We should be deeply concerned that advanced artificial intelligence (AI) could develop in directions not anticipated by scientists. Because of this unpredictability, the US military has indicated that it will never remove humans from the decision loop completely.

While unmanned weapons systems will become gradually more autonomous so that they can carry out very specific missions with less human direction, they may never entirely replace human soldiers on the battlefield.

The technological augmentation and modification of human soldiers raises even more troubling ethical issues than the development of autonomous robots.

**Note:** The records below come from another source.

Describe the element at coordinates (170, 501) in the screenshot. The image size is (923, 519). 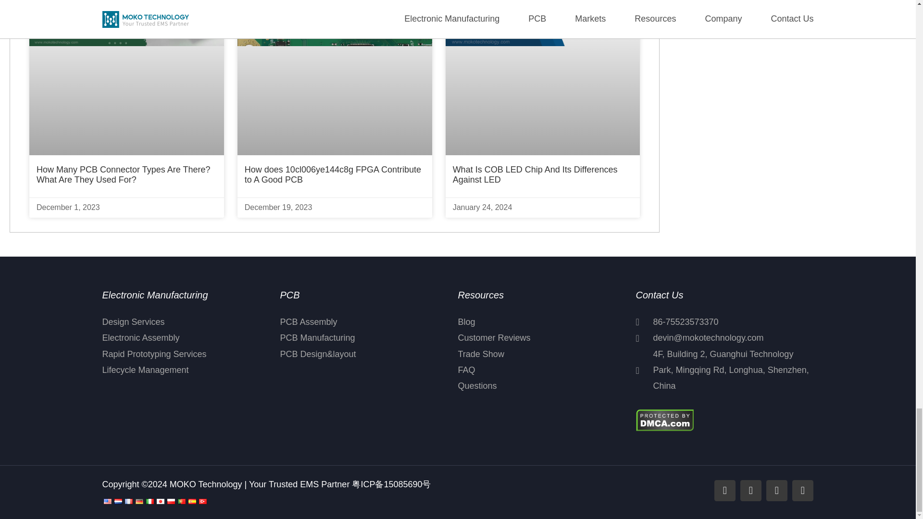
I see `Polski` at that location.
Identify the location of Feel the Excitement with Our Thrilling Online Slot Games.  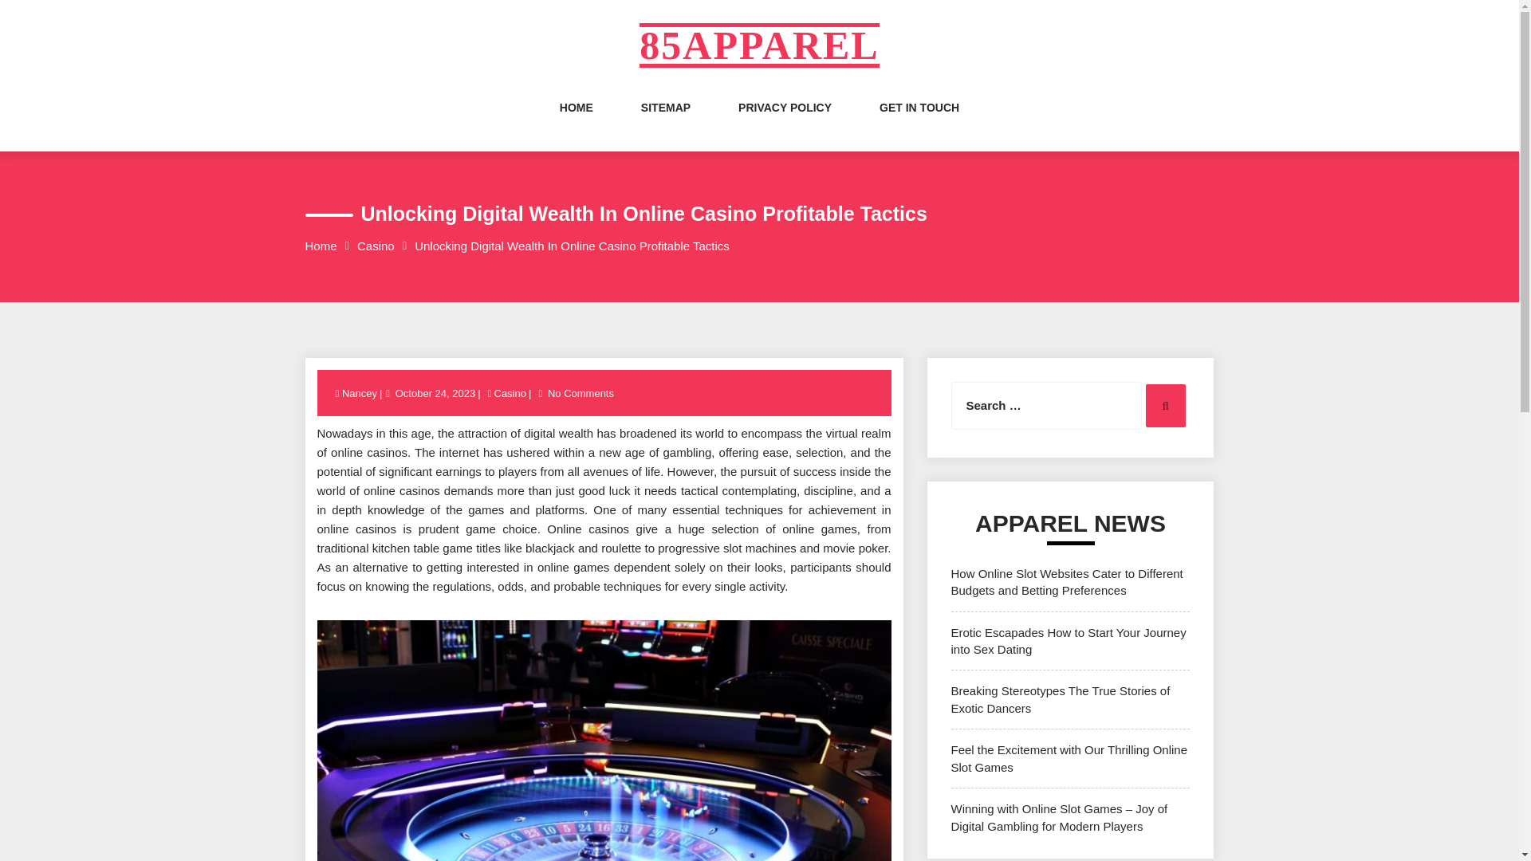
(1069, 758).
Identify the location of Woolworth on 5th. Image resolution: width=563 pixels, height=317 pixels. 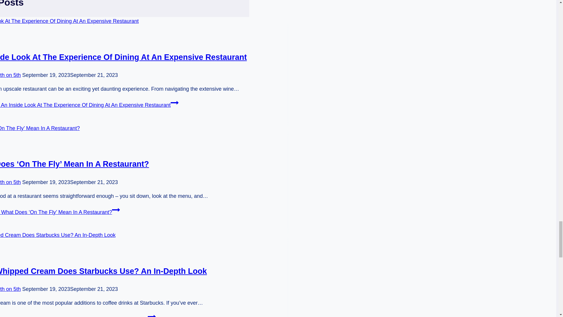
(11, 75).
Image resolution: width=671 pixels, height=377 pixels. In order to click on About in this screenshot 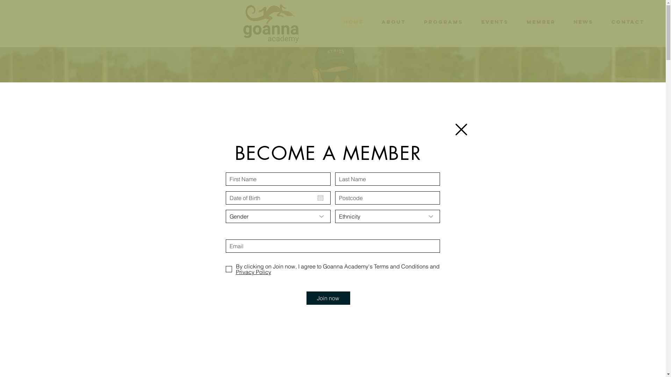, I will do `click(394, 22)`.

Since millions of dollars could go into technologically upgrading the body and mind of a single soldier, would the soldier be allowed to quit military service?

What does it mean for an egalitarian and democratic society to provide certain individuals with superhuman abilities? While enhancing human soldiers may have its benefits, it opens up a web of ethical, political, and legal dilemmas.

We all think that these dilemmas belong to the comic books, however your Hulks, Iron Men and Captain Americas of the future will still fight side by side with robots and other machines used for mechanized death.

At least that is what the prevailing predictive programming shows us.

In the race for extinction, which our proud technological nations are carried out undeterred by that “minor” collateral damage, i.e. the death of all of us, there are many machines that have potential to inch us closer to a planned Armageddon.

To be or not to be, that is the question. Whether ’tis nobler in the mind to suffer the slings and arrows of outrageous fortune, or to take arms against a sea of troubles, and by opposing end them, to die?